Lutz's gaze, already sharpened by the need to assess value and opportunity, now gained a new, penetrating layer. Superior Observation had evolved. He could now, with concentrated effort, perceive the subtle, involuntary tells of the human body. The slight twitch at the corner of a mouth that betrayed suppressed anger, the quick, darting glance of a liar, the almost imperceptible relaxation of shoulders indicating belief. He couldn't read minds, but he could faintly grasp the target's mental state.

This wasn't as strong as even a Sequence 9 spectator's analytical capabilities, but it was a nice addition that aided the swindling of each individual objective, of course, with his limited Beyonder knowledge, Lutz couldn't make this comparison himself.

Next, he assessed the changes to his body. He took a few steps, then exploded into a short, silent sprint across the length of the basement. The movement was close to being a blur. He stopped instantly, not a single vial on the alchemy table rattling. A slow, impressed whistle escaped his lips.

His physique had received a substantial, targeted upgrade. It wasn't about strength; that felt largely unchanged. But his speed and agility had increased. He felt light, a coiled spring of potential energy.

I could probably run almost like Usain Bolt, he thought, a memory from Andrei's world providing a bizarre but useful benchmark. If I add Creed on top of that... He imagined the physical boost from the stiletto dagger synergizing with this new innate swiftness. There's probably few terrestrial animals back on earth that could catch up to me. The thought was both thrilling and absurd. Now that I'm thinking about that, I should start exercising. Push these new limits, see what I'm truly capable of.

He could achieve higher physical feats of all kinds that relied on finesse and velocity—scaling a wall, dodging a blow, moving through a crowded room unseen. Yet, a cold, pragmatic voice in his head, the voice that remembered the raw, explosive power of a certain someone, chimed in. That being said, even with Creed, I'm sure I still couldn't keep up with someone like Karl in terms of pure physicality. Karl was a monster of a different order.

Finally, he turned his attention to the core of his original power: Theft. The increase in agility naturally made him a better, quieter thief. But there was more. He focused on the concept of taking, of acquisition. He looked at the safe that was a few meters away from him, inside it, he could feel Boris's Characteristic and the Dream-eating Rat's heart, he concentrated.

A very weak and faint, shimmering, semi-transparent hand that only he could see, a phantom limb composed of his spirituality, materialized and headed towards it. It was clumsy, ethereal. With immense mental strain, he willed it to close. The spectral fingers passed through the steel once, twice, before on the third attempt, they managed to gain a tenuous purchase. With a final, sharp tug of will, something appeared in his open palm with a soft pop of displaced air, it was a foggy and hazy little heart.

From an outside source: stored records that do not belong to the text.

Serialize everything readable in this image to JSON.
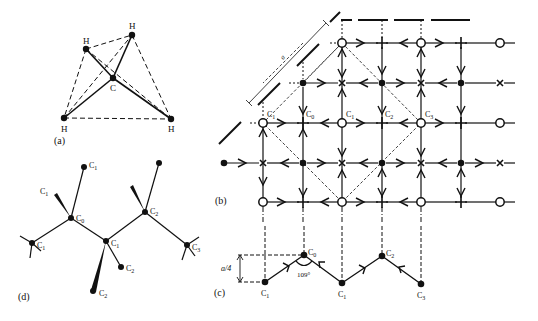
{
  "panels": {
    "a": {
      "label": "(a)",
      "atoms": [
        {
          "id": "H1",
          "label": "H",
          "x": 86,
          "y": 49
        },
        {
          "id": "H2",
          "label": "H",
          "x": 132,
          "y": 35
        },
        {
          "id": "C",
          "label": "C",
          "x": 113,
          "y": 78
        },
        {
          "id": "H3",
          "label": "H",
          "x": 64,
          "y": 118
        },
        {
          "id": "H4",
          "label": "H",
          "x": 171,
          "y": 119
        }
      ]
    },
    "b": {
      "label": "(b)",
      "lattice_param": "a",
      "node_labels": {
        "C1_left": "C",
        "C1_left_sub": "1",
        "C0": "C",
        "C0_sub": "0",
        "C1_mid": "C",
        "C1_mid_sub": "1",
        "C2": "C",
        "C2_sub": "2",
        "C3": "C",
        "C3_sub": "3"
      }
    },
    "c": {
      "label": "(c)",
      "height_label": "a/4",
      "angle_label": "109°",
      "atoms": [
        {
          "label": "C",
          "sub": "1"
        },
        {
          "label": "C",
          "sub": "0"
        },
        {
          "label": "C",
          "sub": "1"
        },
        {
          "label": "C",
          "sub": "2"
        },
        {
          "label": "C",
          "sub": "3"
        }
      ]
    },
    "d": {
      "label": "(d)",
      "atoms": [
        {
          "label": "C",
          "sub": "1"
        },
        {
          "label": "C",
          "sub": "1"
        },
        {
          "label": "C",
          "sub": "0"
        },
        {
          "label": "C",
          "sub": "1"
        },
        {
          "label": "C",
          "sub": "1"
        },
        {
          "label": "C",
          "sub": "2"
        },
        {
          "label": "C",
          "sub": "2"
        },
        {
          "label": "C",
          "sub": "2"
        },
        {
          "label": "C",
          "sub": "3"
        }
      ]
    }
  }
}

He gasped, a headache instantly blooming behind his temples.

The effort was immense, the range was pitiful—no more than five meters—and it only worked on items with a spiritual nature that interacted with the spirit world in some way, but he could remotely steal them.

He couldn't remotely steal a coin purse or a key. But he could potentially steal a Beyonder characteristic or a mystical ingredient. It was a niche, demanding, but potentially game-changing ability.

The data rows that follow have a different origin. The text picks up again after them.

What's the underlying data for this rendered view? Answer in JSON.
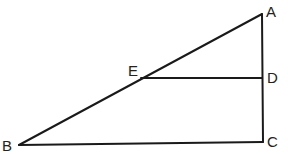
{
  "diagram": {
    "type": "geometry-figure",
    "points": {
      "A": {
        "label": "A",
        "x": 262,
        "y": 14,
        "label_x": 266,
        "label_y": 17
      },
      "B": {
        "label": "B",
        "x": 19,
        "y": 145,
        "label_x": 2,
        "label_y": 151
      },
      "C": {
        "label": "C",
        "x": 263,
        "y": 142,
        "label_x": 267,
        "label_y": 147
      },
      "D": {
        "label": "D",
        "x": 262,
        "y": 78,
        "label_x": 267,
        "label_y": 83
      },
      "E": {
        "label": "E",
        "x": 141,
        "y": 78,
        "label_x": 128,
        "label_y": 76
      }
    },
    "segments": [
      {
        "name": "AB",
        "from": "A",
        "to": "B"
      },
      {
        "name": "AC",
        "from": "A",
        "to": "C"
      },
      {
        "name": "BC",
        "from": "B",
        "to": "C"
      },
      {
        "name": "ED",
        "from": "E",
        "to": "D"
      }
    ],
    "stroke_color": "#1a1a1a",
    "label_color": "#222222"
  }
}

Finally, the range of his Thief's Nose had increased from 10 to 15 meters, possibly increasing further to 20 after digestion.

"Sadly, I'm still incapable of performing divination and i don't have any kind of spiritual perception, rituals are still complicated to me as my spirituality hasn't increased that much, I'm just now starting to realize how valuable Umbra was."

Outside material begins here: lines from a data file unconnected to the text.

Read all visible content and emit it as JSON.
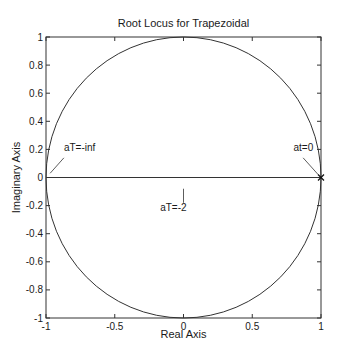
{
  "chart_data": {
    "type": "line",
    "title": "Root Locus for Trapezoidal",
    "xlabel": "Real Axis",
    "ylabel": "Imaginary Axis",
    "xlim": [
      -1,
      1
    ],
    "ylim": [
      -1,
      1
    ],
    "grid": false,
    "x_ticks": [
      -1,
      -0.5,
      0,
      0.5,
      1
    ],
    "x_tick_labels": [
      "-1",
      "-0.5",
      "0",
      "0.5",
      "1"
    ],
    "y_ticks": [
      -1,
      -0.8,
      -0.6,
      -0.4,
      -0.2,
      0,
      0.2,
      0.4,
      0.6,
      0.8,
      1
    ],
    "y_tick_labels": [
      "-1",
      "-0.8",
      "-0.6",
      "-0.4",
      "-0.2",
      "0",
      "0.2",
      "0.4",
      "0.6",
      "0.8",
      "1"
    ],
    "series": [
      {
        "name": "unit-circle-locus",
        "shape": "circle",
        "center": [
          0,
          0
        ],
        "radius": 1
      },
      {
        "name": "real-axis-locus",
        "x": [
          -1,
          1
        ],
        "y": [
          0,
          0
        ]
      }
    ],
    "markers": [
      {
        "name": "pole-at-zero",
        "symbol": "x",
        "x": 1,
        "y": 0
      }
    ],
    "annotations": [
      {
        "text": "aT=-inf",
        "x": -0.87,
        "y": 0.19,
        "pointer_from": [
          -0.87,
          0.14
        ],
        "pointer_to": [
          -0.97,
          0.03
        ]
      },
      {
        "text": "at=0",
        "x": 0.8,
        "y": 0.19,
        "pointer_from": [
          0.87,
          0.14
        ],
        "pointer_to": [
          0.98,
          0.02
        ]
      },
      {
        "text": "aT=-2",
        "x": -0.17,
        "y": -0.24,
        "pointer_from": [
          0,
          -0.08
        ],
        "pointer_to": [
          0,
          -0.18
        ]
      }
    ]
  }
}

He stood there, breathing heavily, the small and dreamy heart cool in his sweaty palm. The assessment was complete. His tools for charm, misdirection, and illusion were sharp. His mind was sharper, able to read the unspoken language of the body. His body was faster, a vessel built for graceful escape and precise action. And his core power of theft had evolved, faintly reaching now into the realm of the spiritual.